Unmoderated studies can quickly accumulate a LOT of data, so you’ll need an organized, analytical approach to turn this data into actionable insights about your design.

If you collect qualitative data, such as video and audio recordings of participant actions and comments, you’ll need to review each session recording. Users’ verbal and written comments can be misleading, so you have to watch their behavior in order to understand what works or doesn’t. In a moderated study you can follow along with the participants as they conduct activities, but during unmoderated studies you need to be able to watch a recording afterwards.

Screen recordings are helpful, but, in the absence of an audio recording, it is easy to miss why certain behavior occurred. If nothing is happening on the screen, is it because the participant is reading, or is she thinking about where to click next? The audio recording of participants verbalizing their actions is essential. (Recordings of the participants’ webcam to capture their facial expressions are also nice to have, but not essential. It can be more difficult to recruit participants who have a webcam and are willing to be recorded, so make it a secondary requirement.)

In each recording you’ll want to identify problems, questions, and both positive and negative reactions to the design. This process can be relatively quick if you have only a few recordings to review, but for large studies with dozens of participants, video analysis becomes extremely time-consuming. If you expect to analyze large studies (or to carry out several different smaller studies), look for an unmoderated testing tool which offers robust features video analysis, particularly:

  • Tagging videos with timestamped notes as you watch them
  • Aggregating, exporting, sharing, and visualizing the notes you’ve added to your recordings
  • Producing short clips or highlight compilations of important moments in your recordings

Of course, you can make notes and video clips even if this functionality is not built in to the unmoderated testing tool — but unmoderated testing services which include these features don’t necessarily cost much more than barebones tools that lack them. If you will analyze more than a few hours of recordings, it’s well worth it to pay slightly more for a tool that speeds up your data analysis.

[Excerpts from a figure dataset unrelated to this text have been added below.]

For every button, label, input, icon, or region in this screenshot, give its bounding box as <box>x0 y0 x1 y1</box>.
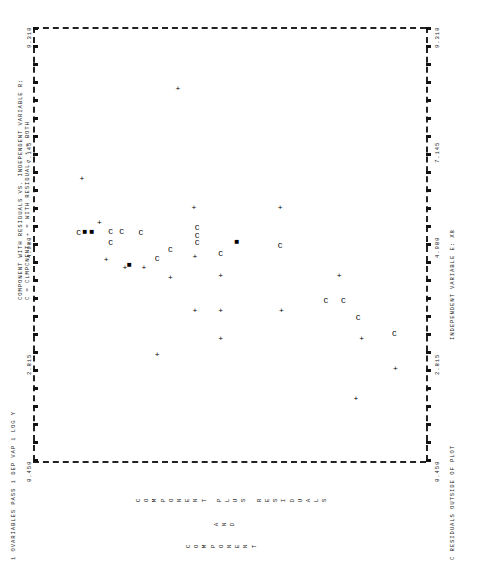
caption-char: M <box>201 544 208 550</box>
caption-char: T <box>250 544 257 550</box>
data-point-clmpcnent: C <box>195 232 200 240</box>
data-point-clmpcnent: C <box>155 255 160 263</box>
data-point-clmpcnent: C <box>218 250 223 258</box>
data-point-with-residual: + <box>359 335 364 343</box>
x-tick-label-4980-bottom: 4.980 <box>434 237 441 258</box>
caption-char: A <box>304 498 311 504</box>
data-point-with-residual: + <box>192 253 197 261</box>
caption-char: S <box>240 498 247 504</box>
data-point-with-residual: + <box>218 335 223 343</box>
data-point-clmpcnent: C <box>323 297 328 305</box>
data-point-with-residual: + <box>97 219 102 227</box>
x-tick-label-4980-top: 4.980 <box>26 237 33 258</box>
caption-char <box>209 497 214 504</box>
caption-char: O <box>143 498 150 504</box>
data-point-with-residual: + <box>168 274 173 282</box>
plot-frame-bottom <box>33 461 426 463</box>
data-point-with-residual: + <box>104 256 109 264</box>
x-axis-title: INDEPENDENT VARIABLE E: X8 <box>449 229 456 340</box>
caption-char: S <box>272 498 279 504</box>
data-point-with-residual: + <box>176 85 181 93</box>
caption-char: R <box>255 498 262 504</box>
data-point-clmpcnent: C <box>195 224 200 232</box>
data-point-with-residual: + <box>79 175 84 183</box>
caption-char: U <box>232 498 239 504</box>
data-point-with-residual: + <box>353 395 358 403</box>
chart-title: COMPONENT WITH RESIDUALS VS. INDEPENDENT… <box>17 79 24 300</box>
caption-char: I <box>280 498 287 504</box>
data-point-clmpcnent: C <box>108 239 113 247</box>
data-point-with-residual: + <box>393 365 398 373</box>
caption-char: N <box>242 544 249 550</box>
caption-char: C <box>185 544 192 550</box>
y-tick-label-0450-right: 0.450 <box>434 461 441 482</box>
data-point-both: ■ <box>90 228 95 236</box>
data-point-with-residual: + <box>192 307 197 315</box>
caption-char: A <box>213 522 220 528</box>
caption-char: E <box>234 544 241 550</box>
caption-char: U <box>296 498 303 504</box>
data-point-clmpcnent: C <box>392 330 397 338</box>
x-tick-label-7145-bottom: 7.145 <box>434 142 441 163</box>
y-axis-right <box>426 27 428 461</box>
data-point-clmpcnent: C <box>119 228 124 236</box>
data-point-clmpcnent: C <box>108 228 113 236</box>
data-point-both: ■ <box>235 238 240 246</box>
data-point-with-residual: + <box>218 307 223 315</box>
data-point-with-residual: + <box>155 351 160 359</box>
caption-char: P <box>215 498 222 504</box>
caption-char: D <box>288 498 295 504</box>
y-axis-title: 1 OVARIABLES PASS 1 DEP VAP 1 LOG Y <box>10 411 17 560</box>
data-points-layer: ++++++++++++++++++++CCCCCCCCCCCCCCCC■■■■ <box>33 27 426 461</box>
data-point-with-residual: + <box>278 204 283 212</box>
caption-char: S <box>321 498 328 504</box>
caption-char: L <box>313 498 320 504</box>
y-tick-label-0450-left: 0.450 <box>26 461 33 482</box>
caption-char: O <box>167 498 174 504</box>
data-point-clmpcnent: C <box>278 242 283 250</box>
caption-char: T <box>200 498 207 504</box>
caption-line-1: COMPONENTPLUSRESIDUALS <box>135 497 327 504</box>
data-point-clmpcnent: C <box>138 229 143 237</box>
y-tick-label-9310-left: 9.310 <box>26 27 33 48</box>
x-tick-label-7145-top: 7.145 <box>26 142 33 163</box>
data-point-with-residual: + <box>141 264 146 272</box>
footnote-label: C RESIDUALS OUTSIDE OF PLOT <box>449 445 456 560</box>
y-tick-label-9310-right: 9.310 <box>434 27 441 48</box>
caption-char: N <box>175 498 182 504</box>
data-point-clmpcnent: C <box>356 314 361 322</box>
data-point-both: ■ <box>127 261 132 269</box>
caption-char: L <box>224 498 231 504</box>
caption-line-2: AND <box>213 521 235 528</box>
caption-char: E <box>184 498 191 504</box>
component-plus-residual-plot: COMPONENT WITH RESIDUALS VS. INDEPENDENT… <box>0 0 478 568</box>
data-point-with-residual: + <box>218 272 223 280</box>
caption-char: O <box>193 544 200 550</box>
caption-char: P <box>159 498 166 504</box>
x-tick-label-2815-bottom: 2.815 <box>434 354 441 375</box>
data-point-clmpcnent: C <box>168 246 173 254</box>
caption-line-3: COMPONENT <box>185 543 257 550</box>
caption-char: O <box>217 544 224 550</box>
caption-char: M <box>151 498 158 504</box>
data-point-with-residual: + <box>192 204 197 212</box>
caption-char: D <box>229 522 236 528</box>
caption-char: C <box>135 498 142 504</box>
data-point-clmpcnent: C <box>76 229 81 237</box>
data-point-clmpcnent: C <box>195 239 200 247</box>
data-point-with-residual: + <box>279 307 284 315</box>
x-tick-label-2815-top: 2.815 <box>26 354 33 375</box>
caption-char <box>249 497 254 504</box>
data-point-both: ■ <box>82 228 87 236</box>
caption-char: N <box>221 522 228 528</box>
caption-char: E <box>264 498 271 504</box>
caption-char: N <box>225 544 232 550</box>
data-point-clmpcnent: C <box>341 297 346 305</box>
data-point-with-residual: + <box>337 272 342 280</box>
caption-char: N <box>192 498 199 504</box>
caption-char: P <box>209 544 216 550</box>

For extremely large qualitative studies, consider tools which can collect some quantitative measures or which offer automatic transcription. These features don’t eliminate the need to carefully review your recordings, but they can certainly expedite the process by directing your attention to specific recordings that are likely to be significant (such as recordings where users had low satisfaction ratings or recordings where particular keywords were mentioned).

If your study is primarily quantitative, your analysis will be quite different. Metrics such as success rate, task time, and subjective ratings will be automatically collected by your study tool. But to ensure your conclusions are accurate you’ll need to review your data and:

  • Clean the data by identifying and excluding inaccurate values. For example, if a few task times are much shorter or longer than the others, investigate why, and exclude the outliers from your analysis if the values are inaccurate because the participants didn’t fully complete the task, or did the wrong task.
  • Perform statistical tests to assess the significance of your results (especially when your goal is to compare multiple designs or tasks).
  • Generate data visualizations to help communicate your findings to others.

Some unmoderated testing tools can automate the process of excluding outlier data points and many have built-in data visualizations charts. But, since cookie-cutter charts don’t always show the most important results, if you plan to do quantitative analysis, make sure your tool includes the ability to export your data so you can perform your own analysis using Excel or specialized statistics software.

Summary

Unmoderated research requires less work than moderated testing during the session, but it requires meticulous advance planning before the study begins.